Ideas

On Court Prophets and Wilderness Prophets

President & CEO

Christian responses to the president.

Christianity Today July 19, 2019
Chip Somodevilla / Staff / Getty

Recently our president made the latest in a long line of comments demeaning immigrants and minorities. The furor brings to mind two biblical prophets, both for their differences and for what they hold in common.

Nathan was an advisor to the royal court and a messenger of God. He pronounced God’s covenant with David, supported the ascension of Solomon, and wrote histories of the legendary kings. The Bible rarely speaks positively of court prophets, who often serve as apologists for rulers who flout the will of God. Yet Nathan was a court prophet, and a good one. Most memorably, he approached King David and convicted him of his sin against Bathsheba and Uriah. Nathan might have lost his head. Instead he won a repentant king.

John the Baptist is the very image of a wilderness prophet. His ministry raises a clarion cry in the desert, far from the center of political power. He wore a camel-hair shirt, ate locusts and honey, and heralded the kingdom of God. John the Baptist condemned the marriage of Herod Antipas. Unlike Nathan, he ultimately paid with his life.

One was a court prophet and the other a wilderness prophet. One was welcome in the precincts of power. The other was not.
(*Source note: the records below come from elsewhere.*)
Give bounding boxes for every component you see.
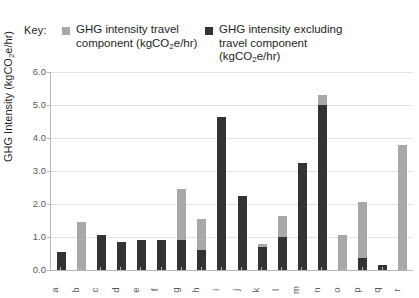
bar-segment-travel-component (278, 216, 287, 237)
y-axis-tick-label: 1.0 (33, 231, 46, 242)
x-axis-tick-mark (402, 267, 403, 271)
y-axis-tick-label: 6.0 (33, 66, 46, 77)
bar[interactable] (197, 219, 206, 270)
y-axis-title-pre: GHG Intensity (kgCO (2, 58, 14, 162)
bar-segment-excluding-travel (177, 240, 186, 270)
x-axis-tick-label: e (129, 287, 151, 292)
bar-segment-excluding-travel (117, 242, 126, 270)
bar[interactable] (318, 95, 327, 270)
bar[interactable] (117, 242, 126, 270)
y-axis-tick-label: 0.0 (33, 264, 46, 275)
plot-grid: 6.05.04.03.02.01.00.0 (50, 72, 413, 270)
legend-key-label: Key: (24, 24, 47, 36)
bar[interactable] (278, 216, 287, 270)
bar-segment-travel-component (197, 219, 206, 250)
x-axis-label-slot: g (171, 271, 191, 298)
legend-line-1: GHG intensity travel (76, 23, 179, 35)
bar-segment-excluding-travel (97, 235, 106, 270)
x-axis-label-slot: a (50, 271, 70, 298)
x-axis-tick-label: l (270, 289, 292, 291)
x-axis-tick-mark (161, 267, 162, 271)
bar-slot (51, 72, 71, 270)
y-axis-tick-label: 3.0 (33, 165, 46, 176)
x-axis-label-slot: k (251, 271, 271, 298)
legend-entry-label: GHG intensity excluding travel component… (219, 23, 342, 65)
bar-segment-excluding-travel (358, 258, 367, 270)
x-axis-tick-label: n (310, 287, 332, 292)
bar[interactable] (238, 196, 247, 270)
bar-segment-excluding-travel (298, 163, 307, 270)
bar[interactable] (57, 252, 66, 270)
x-axis-label-slot: n (311, 271, 331, 298)
bar-slot (252, 72, 272, 270)
x-axis-tick-label: g (170, 287, 192, 292)
bar[interactable] (137, 240, 146, 270)
x-axis-tick-mark (120, 267, 121, 271)
x-axis-tick-label: r (391, 288, 413, 291)
bar-slot (333, 72, 353, 270)
square-swatch-icon (62, 27, 70, 35)
x-axis-tick-mark (342, 267, 343, 271)
bar[interactable] (398, 145, 407, 270)
bar[interactable] (358, 202, 367, 270)
legend-subscript: 2 (252, 55, 256, 64)
legend-subscript: 2 (169, 42, 173, 51)
bar[interactable] (338, 235, 347, 270)
bar-slot (292, 72, 312, 270)
x-axis-label-slot: d (110, 271, 130, 298)
bar-segment-travel-component (77, 222, 86, 270)
bar[interactable] (97, 235, 106, 270)
bar-slot (152, 72, 172, 270)
x-axis-tick-mark (241, 267, 242, 271)
x-axis-label-slot: p (352, 271, 372, 298)
x-axis-tick-mark (281, 267, 282, 271)
bar-series-container (51, 72, 413, 270)
legend-entry-label: GHG intensity travel component (kgCO2e/h… (76, 23, 197, 51)
bar-segment-excluding-travel (238, 196, 247, 270)
bar[interactable] (378, 265, 387, 270)
bar-segment-travel-component (318, 95, 327, 105)
bar-slot (393, 72, 413, 270)
bar-slot (71, 72, 91, 270)
x-axis-label-slot: j (231, 271, 251, 298)
x-axis-tick-mark (362, 267, 363, 271)
x-axis-label-slot: i (211, 271, 231, 298)
x-axis-tick-label: f (150, 289, 172, 292)
x-axis-tick-label: q (371, 287, 393, 292)
bar[interactable] (258, 244, 267, 270)
bar[interactable] (298, 163, 307, 270)
x-axis-tick-mark (221, 267, 222, 271)
bar-slot (131, 72, 151, 270)
bar[interactable] (157, 240, 166, 270)
bar[interactable] (77, 222, 86, 270)
x-axis-tick-label: c (89, 288, 111, 293)
bar-segment-excluding-travel (57, 252, 66, 270)
x-axis-tick-label: m (290, 286, 312, 294)
legend-entry-travel-component: GHG intensity travel component (kgCO2e/h… (62, 23, 202, 51)
bar-slot (373, 72, 393, 270)
bar-slot (111, 72, 131, 270)
square-swatch-icon (205, 27, 213, 35)
y-axis-title: GHG Intensity (kgCO2e/hr) (2, 31, 14, 162)
legend-line-3: e/hr) (174, 37, 198, 49)
bar-slot (232, 72, 252, 270)
x-axis-tick-mark (100, 267, 101, 271)
y-axis-tick-label: 2.0 (33, 198, 46, 209)
y-axis-title-subscript: 2 (7, 54, 16, 58)
legend-line-2: travel component (219, 37, 307, 49)
x-axis-label-slot: r (392, 271, 412, 298)
bar-segment-excluding-travel (258, 247, 267, 270)
x-axis-tick-label: o (331, 287, 353, 292)
bar[interactable] (217, 117, 226, 270)
chart-plot-area: GHG Intensity (kgCO2e/hr) 6.05.04.03.02.… (0, 66, 419, 298)
bar-segment-excluding-travel (137, 240, 146, 270)
bar-segment-excluding-travel (318, 105, 327, 270)
x-axis-label-slot: e (130, 271, 150, 298)
x-axis-tick-label: d (109, 287, 131, 292)
x-axis-label-slot: l (271, 271, 291, 298)
x-axis-tick-label: h (190, 287, 212, 292)
x-axis-tick-mark (60, 267, 61, 271)
bar-slot (192, 72, 212, 270)
bar-segment-travel-component (358, 202, 367, 258)
bar[interactable] (177, 189, 186, 270)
What does this have to do with us today?

Some of our readers voted for Trump, in enthusiastic support or in reluctant pragmatism. Others rejected him. Christianity Today should be a place where brothers and sisters in Christ reason with one another passionately and charitably. Let’s seek to understand as much as we seek to be understood.

As for me, I wonder if we have too many court prophets in an era when wilderness prophets are needed. I also wonder if our court prophets are willing to call out sin when they see it. Whether you view Trump as a David or an Antipas, whether you serve at the court of the resplendent king or stand over against the court from the wilderness, one thing Nathan and John the Baptist held in common was that both were willing to condemn unrighteousness in their rulers—even if it cost them everything.

The racial inflection of our political drama adds deeper significance to the moment. White Christians have a long and lamentable history of silence (or worse) when people of color are under attack. On the one hand, I sense today an authentic desire among white Christians to build bridges of relationship and reconciliation with their friends and neighbors of other ethnicities.

On the other hand, I sense a profound frustration among non-white Christian friends that their white brethren keep silent as the president aims ugly and demeaning statements at people of color. These friends don’t like what the silence of the white church is saying, and neither do we.

If white Christians wish to stand on the bridge with brothers and sisters of other colors and backgrounds, they need to stand with them first in the foxhole. We should all stand so close that attacks on “them” are attacks on “us,” until there is no longer a distinction between “them” and “us” remaining. If we abandon our sister in the foxhole, we cannot expect her to attend our potluck.

So let us not be silent. We are not captive to political party. We are accountable to a higher authority. We expect better of our leaders, and we stand in the foxholes with our brothers and sisters when they are taking fire. We hope court prophets and wilderness prophets alike, and Christians of all political persuasions, will speak the truth and stand with those who suffer unjustly.

Timothy Dalrymple is president and CEO of Christianity Today.